MOVERS-WORLD, and the techniques used to learn cooperative procedures by MOVERS-WORLD agents, is shaped by the fact that communication is the central mechanism for cooperation and coordination. The nature of communication in MOVERS-WORLD is quite different from standard distributed AI planner systems such as [Corkill1979] because communication occurs at run-time rather than as part of the planning process. This is a consequence of our belief that communication takes roughly the same order of time as do primitive actions. Communication between agents in our system is similar to a telephone conversation. Agents do not have to be in the same location to engage in communication. Once a connection is established, communication is limited to a small number of request and response frames. Agents do not use communication to develop any sort of shared structure, such as a SharedPlan [Grosz & Kraus1998].
Two agents are said to `cooperate' if they act or work together to achieve some common purpose and they are `coordinated' when their individual actions are appropriately ordered to support cooperative activity. In our framework, communication is the only mechanism whereby agents can determine if they are coordinated. In other words, there are no global structures (such as blackboards) for agents to use to determine if they happen to be working on the same goal and the agents do not have sufficiently powerful models of each other to use communication-free coordination strategies such as [Huber & Durfee1995]. Each MOVERS-WORLD problem-solving episode includes some goal(s) that can only be solved by coordinated agents, so communication is an essential part of the community activity required to solve problems.
Communication is used to attempt to establish cooperation when the set of agents working on a goal at a given time is inadequate. Cooperation is not guaranteed during communication since agents have their own decision-making strategies1 and even if an agent is willing to cooperate she may be unable to do so. An agent who is unwilling or unable to assist can propose an alternative cooperative activity which the original requester must now contemplate adopting.
Communication and a meta-planner operator jointly form the mechanism whereby coordination occurs in MOVERS-WORLD. When cooperation is first established during communication, the agents must determine how they will coordinate the cooperative activity. Sometimes, nothing need be done - for example, if two lifters are both adjacent to a ready-to-be-lifted box and both are ready to lift it. More often, though, the requester will have to idle for one or several rounds - for example, if the requestee lifter is not currently ready to lift the box. Another common situation involving idling occurs after a lifter agrees to load a box onto a hand-truck for a hand-truck operator. Idling is presently implemented as a busy-wait by pushing a meta-planner operator WAIT onto the plan. While the WAIT is at the top of her plan, an agent is waiting for one of two events to occur: communication indicating that joint action can occur (e.g., the other lifter now indicates she is ready to act) or the completion of her request (e.g. the box appears on the hand-truck). If an agent is idle too long, she will become frustrated and inquire about the status of her request.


## About this exercise
The whole listing is to be set down again without alteration.

## Material for the task
::::

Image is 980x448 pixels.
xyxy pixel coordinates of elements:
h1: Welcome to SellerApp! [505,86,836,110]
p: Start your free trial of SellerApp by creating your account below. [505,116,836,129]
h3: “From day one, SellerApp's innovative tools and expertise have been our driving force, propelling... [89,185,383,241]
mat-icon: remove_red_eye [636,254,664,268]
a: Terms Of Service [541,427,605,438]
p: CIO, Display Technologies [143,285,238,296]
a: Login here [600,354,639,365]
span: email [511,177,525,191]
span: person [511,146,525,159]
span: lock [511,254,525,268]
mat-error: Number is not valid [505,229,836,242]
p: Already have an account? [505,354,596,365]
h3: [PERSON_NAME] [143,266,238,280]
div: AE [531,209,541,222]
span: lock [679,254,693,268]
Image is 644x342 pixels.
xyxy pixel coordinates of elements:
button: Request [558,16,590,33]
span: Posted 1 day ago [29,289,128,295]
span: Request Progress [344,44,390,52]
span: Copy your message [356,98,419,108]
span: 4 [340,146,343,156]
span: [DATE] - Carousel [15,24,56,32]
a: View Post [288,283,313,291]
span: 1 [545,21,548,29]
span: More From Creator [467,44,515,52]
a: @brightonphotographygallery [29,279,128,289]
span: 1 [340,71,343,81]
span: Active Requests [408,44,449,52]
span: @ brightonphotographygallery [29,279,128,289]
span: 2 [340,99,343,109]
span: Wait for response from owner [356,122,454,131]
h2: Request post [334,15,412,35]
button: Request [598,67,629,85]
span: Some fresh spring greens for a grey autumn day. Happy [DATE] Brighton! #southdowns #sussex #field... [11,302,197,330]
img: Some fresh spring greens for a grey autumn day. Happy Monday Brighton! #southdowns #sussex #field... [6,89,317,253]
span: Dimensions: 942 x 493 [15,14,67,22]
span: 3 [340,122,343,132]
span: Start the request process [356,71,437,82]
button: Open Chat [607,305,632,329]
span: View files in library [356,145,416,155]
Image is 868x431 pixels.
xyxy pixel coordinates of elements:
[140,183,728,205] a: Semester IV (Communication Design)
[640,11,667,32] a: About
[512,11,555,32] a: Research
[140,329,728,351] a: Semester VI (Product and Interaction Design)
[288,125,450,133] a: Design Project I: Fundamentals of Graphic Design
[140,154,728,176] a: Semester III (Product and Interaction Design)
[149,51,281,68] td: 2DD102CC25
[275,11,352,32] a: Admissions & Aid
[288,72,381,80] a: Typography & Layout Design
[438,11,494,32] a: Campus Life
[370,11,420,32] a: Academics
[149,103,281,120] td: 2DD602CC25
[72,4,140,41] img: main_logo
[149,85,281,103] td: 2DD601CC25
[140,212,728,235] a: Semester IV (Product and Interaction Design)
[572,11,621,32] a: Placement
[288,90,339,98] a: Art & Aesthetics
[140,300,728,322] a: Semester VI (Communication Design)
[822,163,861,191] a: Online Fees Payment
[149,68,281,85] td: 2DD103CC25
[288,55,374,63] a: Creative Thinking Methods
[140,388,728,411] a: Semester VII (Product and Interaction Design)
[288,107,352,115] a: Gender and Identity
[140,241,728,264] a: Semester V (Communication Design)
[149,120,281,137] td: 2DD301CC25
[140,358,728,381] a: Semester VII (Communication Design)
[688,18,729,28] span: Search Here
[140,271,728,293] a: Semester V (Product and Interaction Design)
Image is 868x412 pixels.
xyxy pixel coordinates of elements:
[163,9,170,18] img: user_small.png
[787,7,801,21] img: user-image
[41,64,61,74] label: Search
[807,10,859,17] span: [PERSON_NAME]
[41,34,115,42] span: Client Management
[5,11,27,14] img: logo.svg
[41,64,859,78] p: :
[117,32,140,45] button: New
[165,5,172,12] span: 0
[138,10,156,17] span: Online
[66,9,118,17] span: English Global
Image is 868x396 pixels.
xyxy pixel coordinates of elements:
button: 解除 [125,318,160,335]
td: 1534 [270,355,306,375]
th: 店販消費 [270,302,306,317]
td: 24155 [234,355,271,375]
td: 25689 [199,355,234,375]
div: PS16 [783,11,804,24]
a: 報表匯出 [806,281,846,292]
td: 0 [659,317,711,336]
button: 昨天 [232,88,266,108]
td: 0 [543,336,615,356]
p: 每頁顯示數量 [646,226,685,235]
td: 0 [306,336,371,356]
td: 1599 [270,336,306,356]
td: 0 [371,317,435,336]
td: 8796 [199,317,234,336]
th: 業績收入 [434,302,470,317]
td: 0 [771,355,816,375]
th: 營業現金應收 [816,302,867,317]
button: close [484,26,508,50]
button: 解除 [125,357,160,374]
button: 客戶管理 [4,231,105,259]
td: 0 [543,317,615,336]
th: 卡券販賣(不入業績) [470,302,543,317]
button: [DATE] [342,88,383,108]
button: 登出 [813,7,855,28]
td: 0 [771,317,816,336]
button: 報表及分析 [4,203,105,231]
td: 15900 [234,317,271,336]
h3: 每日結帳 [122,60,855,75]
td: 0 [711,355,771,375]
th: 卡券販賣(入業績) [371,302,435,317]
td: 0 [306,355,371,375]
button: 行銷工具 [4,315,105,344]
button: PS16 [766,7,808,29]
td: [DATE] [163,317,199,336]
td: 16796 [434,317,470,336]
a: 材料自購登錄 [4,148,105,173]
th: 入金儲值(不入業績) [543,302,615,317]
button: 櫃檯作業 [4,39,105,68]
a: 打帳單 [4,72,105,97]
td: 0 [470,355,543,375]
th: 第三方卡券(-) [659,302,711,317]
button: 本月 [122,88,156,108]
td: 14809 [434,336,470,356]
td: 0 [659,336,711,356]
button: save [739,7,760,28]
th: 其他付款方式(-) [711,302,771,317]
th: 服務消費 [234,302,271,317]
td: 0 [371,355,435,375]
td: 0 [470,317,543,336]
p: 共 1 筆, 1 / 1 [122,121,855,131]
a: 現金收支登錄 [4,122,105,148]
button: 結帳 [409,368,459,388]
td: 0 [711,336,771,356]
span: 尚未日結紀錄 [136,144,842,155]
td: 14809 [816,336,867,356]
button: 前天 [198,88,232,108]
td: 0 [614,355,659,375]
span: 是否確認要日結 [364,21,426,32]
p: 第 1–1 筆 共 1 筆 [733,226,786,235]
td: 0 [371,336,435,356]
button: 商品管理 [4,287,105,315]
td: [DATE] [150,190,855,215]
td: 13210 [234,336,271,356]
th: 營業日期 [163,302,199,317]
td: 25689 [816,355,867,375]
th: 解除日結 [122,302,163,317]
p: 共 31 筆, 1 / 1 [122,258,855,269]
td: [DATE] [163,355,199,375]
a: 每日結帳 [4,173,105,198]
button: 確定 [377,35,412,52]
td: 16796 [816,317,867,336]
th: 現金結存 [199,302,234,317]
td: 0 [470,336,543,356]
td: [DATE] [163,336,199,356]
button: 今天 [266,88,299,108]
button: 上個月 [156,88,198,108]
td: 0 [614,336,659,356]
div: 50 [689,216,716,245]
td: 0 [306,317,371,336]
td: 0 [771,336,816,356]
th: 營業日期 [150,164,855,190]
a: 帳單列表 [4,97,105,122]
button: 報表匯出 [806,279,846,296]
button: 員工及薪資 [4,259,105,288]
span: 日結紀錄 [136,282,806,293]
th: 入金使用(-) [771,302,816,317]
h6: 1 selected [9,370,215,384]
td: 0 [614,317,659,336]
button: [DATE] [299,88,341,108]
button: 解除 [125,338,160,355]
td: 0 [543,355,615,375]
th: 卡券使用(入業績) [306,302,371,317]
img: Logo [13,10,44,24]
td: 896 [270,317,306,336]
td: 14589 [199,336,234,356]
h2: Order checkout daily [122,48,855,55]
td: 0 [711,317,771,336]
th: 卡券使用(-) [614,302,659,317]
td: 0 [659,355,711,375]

::::

## Exercise answer
Image is 980x448 pixels.
xyxy pixel coordinates of elements:
h1: Welcome to SellerApp! [505,86,836,110]
p: Start your free trial of SellerApp by creating your account below. [505,116,836,129]
h3: “From day one, SellerApp's innovative tools and expertise have been our driving force, propelling... [89,185,383,241]
mat-icon: remove_red_eye [636,254,664,268]
a: Terms Of Service [541,427,605,438]
p: CIO, Display Technologies [143,285,238,296]
a: Login here [600,354,639,365]
span: email [511,177,525,191]
span: person [511,146,525,159]
span: lock [511,254,525,268]
mat-error: Number is not valid [505,229,836,242]
p: Already have an account? [505,354,596,365]
h3: [PERSON_NAME] [143,266,238,280]
div: AE [531,209,541,222]
span: lock [679,254,693,268]
Image is 644x342 pixels.
xyxy pixel coordinates of elements:
button: Request [558,16,590,33]
span: Posted 1 day ago [29,289,128,295]
span: Request Progress [344,44,390,52]
span: Copy your message [356,98,419,108]
span: 4 [340,146,343,156]
span: [DATE] - Carousel [15,24,56,32]
a: View Post [288,283,313,291]
span: 1 [545,21,548,29]
span: More From Creator [467,44,515,52]
a: @brightonphotographygallery [29,279,128,289]
span: 1 [340,71,343,81]
span: Active Requests [408,44,449,52]
span: @ brightonphotographygallery [29,279,128,289]
span: 2 [340,99,343,109]
span: Wait for response from owner [356,122,454,131]
h2: Request post [334,15,412,35]
button: Request [598,67,629,85]
span: Some fresh spring greens for a grey autumn day. Happy [DATE] Brighton! #southdowns #sussex #field... [11,302,197,330]
img: Some fresh spring greens for a grey autumn day. Happy Monday Brighton! #southdowns #sussex #field... [6,89,317,253]
span: Dimensions: 942 x 493 [15,14,67,22]
span: 3 [340,122,343,132]
span: Start the request process [356,71,437,82]
button: Open Chat [607,305,632,329]
span: View files in library [356,145,416,155]
Image is 868x431 pixels.
xyxy pixel coordinates of elements:
[140,183,728,205] a: Semester IV (Communication Design)
[640,11,667,32] a: About
[512,11,555,32] a: Research
[140,329,728,351] a: Semester VI (Product and Interaction Design)
[288,125,450,133] a: Design Project I: Fundamentals of Graphic Design
[140,154,728,176] a: Semester III (Product and Interaction Design)
[149,51,281,68] td: 2DD102CC25
[275,11,352,32] a: Admissions & Aid
[288,72,381,80] a: Typography & Layout Design
[438,11,494,32] a: Campus Life
[370,11,420,32] a: Academics
[149,103,281,120] td: 2DD602CC25
[72,4,140,41] img: main_logo
[149,85,281,103] td: 2DD601CC25
[140,212,728,235] a: Semester IV (Product and Interaction Design)
[572,11,621,32] a: Placement
[288,90,339,98] a: Art & Aesthetics
[140,300,728,322] a: Semester VI (Communication Design)
[822,163,861,191] a: Online Fees Payment
[149,68,281,85] td: 2DD103CC25
[288,55,374,63] a: Creative Thinking Methods
[140,388,728,411] a: Semester VII (Product and Interaction Design)
[288,107,352,115] a: Gender and Identity
[140,241,728,264] a: Semester V (Communication Design)
[149,120,281,137] td: 2DD301CC25
[140,358,728,381] a: Semester VII (Communication Design)
[688,18,729,28] span: Search Here
[140,271,728,293] a: Semester V (Product and Interaction Design)
Image is 868x412 pixels.
xyxy pixel coordinates of elements:
[163,9,170,18] img: user_small.png
[787,7,801,21] img: user-image
[41,64,61,74] label: Search
[807,10,859,17] span: [PERSON_NAME]
[41,34,115,42] span: Client Management
[5,11,27,14] img: logo.svg
[41,64,859,78] p: :
[117,32,140,45] button: New
[165,5,172,12] span: 0
[138,10,156,17] span: Online
[66,9,118,17] span: English Global
Image is 868x396 pixels.
xyxy pixel coordinates of elements:
button: 解除 [125,318,160,335]
td: 1534 [270,355,306,375]
th: 店販消費 [270,302,306,317]
td: 24155 [234,355,271,375]
td: 25689 [199,355,234,375]
div: PS16 [783,11,804,24]
a: 報表匯出 [806,281,846,292]
td: 0 [659,317,711,336]
button: 昨天 [232,88,266,108]
td: 0 [543,336,615,356]
p: 每頁顯示數量 [646,226,685,235]
td: 0 [306,336,371,356]
td: 1599 [270,336,306,356]
td: 0 [371,317,435,336]
td: 8796 [199,317,234,336]
th: 業績收入 [434,302,470,317]
td: 0 [771,355,816,375]
th: 營業現金應收 [816,302,867,317]
button: close [484,26,508,50]
button: 解除 [125,357,160,374]
button: 客戶管理 [4,231,105,259]
td: 0 [543,317,615,336]
th: 卡券販賣(不入業績) [470,302,543,317]
button: [DATE] [342,88,383,108]
button: 登出 [813,7,855,28]
td: 0 [771,317,816,336]
button: 報表及分析 [4,203,105,231]
td: 15900 [234,317,271,336]
h3: 每日結帳 [122,60,855,75]
td: 0 [711,355,771,375]
th: 卡券販賣(入業績) [371,302,435,317]
td: 0 [306,355,371,375]
button: 行銷工具 [4,315,105,344]
button: PS16 [766,7,808,29]
td: [DATE] [163,317,199,336]
td: 16796 [434,317,470,336]
a: 材料自購登錄 [4,148,105,173]
th: 入金儲值(不入業績) [543,302,615,317]
button: 櫃檯作業 [4,39,105,68]
a: 打帳單 [4,72,105,97]
td: 0 [470,355,543,375]
th: 第三方卡券(-) [659,302,711,317]
button: 本月 [122,88,156,108]
td: 14809 [434,336,470,356]
td: 0 [659,336,711,356]
button: save [739,7,760,28]
th: 其他付款方式(-) [711,302,771,317]
th: 服務消費 [234,302,271,317]
td: 0 [371,355,435,375]
td: 0 [470,317,543,336]
p: 共 1 筆, 1 / 1 [122,121,855,131]
a: 現金收支登錄 [4,122,105,148]
button: 結帳 [409,368,459,388]
td: 0 [711,336,771,356]
span: 尚未日結紀錄 [136,144,842,155]
td: 14809 [816,336,867,356]
button: 前天 [198,88,232,108]
td: 0 [614,355,659,375]
span: 是否確認要日結 [364,21,426,32]
p: 第 1–1 筆 共 1 筆 [733,226,786,235]
td: 0 [371,336,435,356]
button: 商品管理 [4,287,105,315]
td: [DATE] [150,190,855,215]
td: 13210 [234,336,271,356]
th: 營業日期 [163,302,199,317]
td: 25689 [816,355,867,375]
th: 解除日結 [122,302,163,317]
p: 共 31 筆, 1 / 1 [122,258,855,269]
td: [DATE] [163,355,199,375]
a: 每日結帳 [4,173,105,198]
button: 確定 [377,35,412,52]
td: 16796 [816,317,867,336]
th: 現金結存 [199,302,234,317]
td: 0 [470,336,543,356]
td: [DATE] [163,336,199,356]
button: 今天 [266,88,299,108]
button: 上個月 [156,88,198,108]
td: 0 [614,336,659,356]
div: 50 [689,216,716,245]
td: 0 [306,317,371,336]
td: 0 [771,336,816,356]
th: 營業日期 [150,164,855,190]
a: 帳單列表 [4,97,105,122]
button: 報表匯出 [806,279,846,296]
button: 員工及薪資 [4,259,105,288]
span: 日結紀錄 [136,282,806,293]
th: 入金使用(-) [771,302,816,317]
h6: 1 selected [9,370,215,384]
td: 0 [614,317,659,336]
button: [DATE] [299,88,341,108]
button: 解除 [125,338,160,355]
td: 0 [543,355,615,375]
th: 卡券使用(入業績) [306,302,371,317]
img: Logo [13,10,44,24]
td: 896 [270,317,306,336]
td: 14589 [199,336,234,356]
h2: Order checkout daily [122,48,855,55]
td: 0 [711,317,771,336]
th: 卡券使用(-) [614,302,659,317]
td: 0 [659,355,711,375]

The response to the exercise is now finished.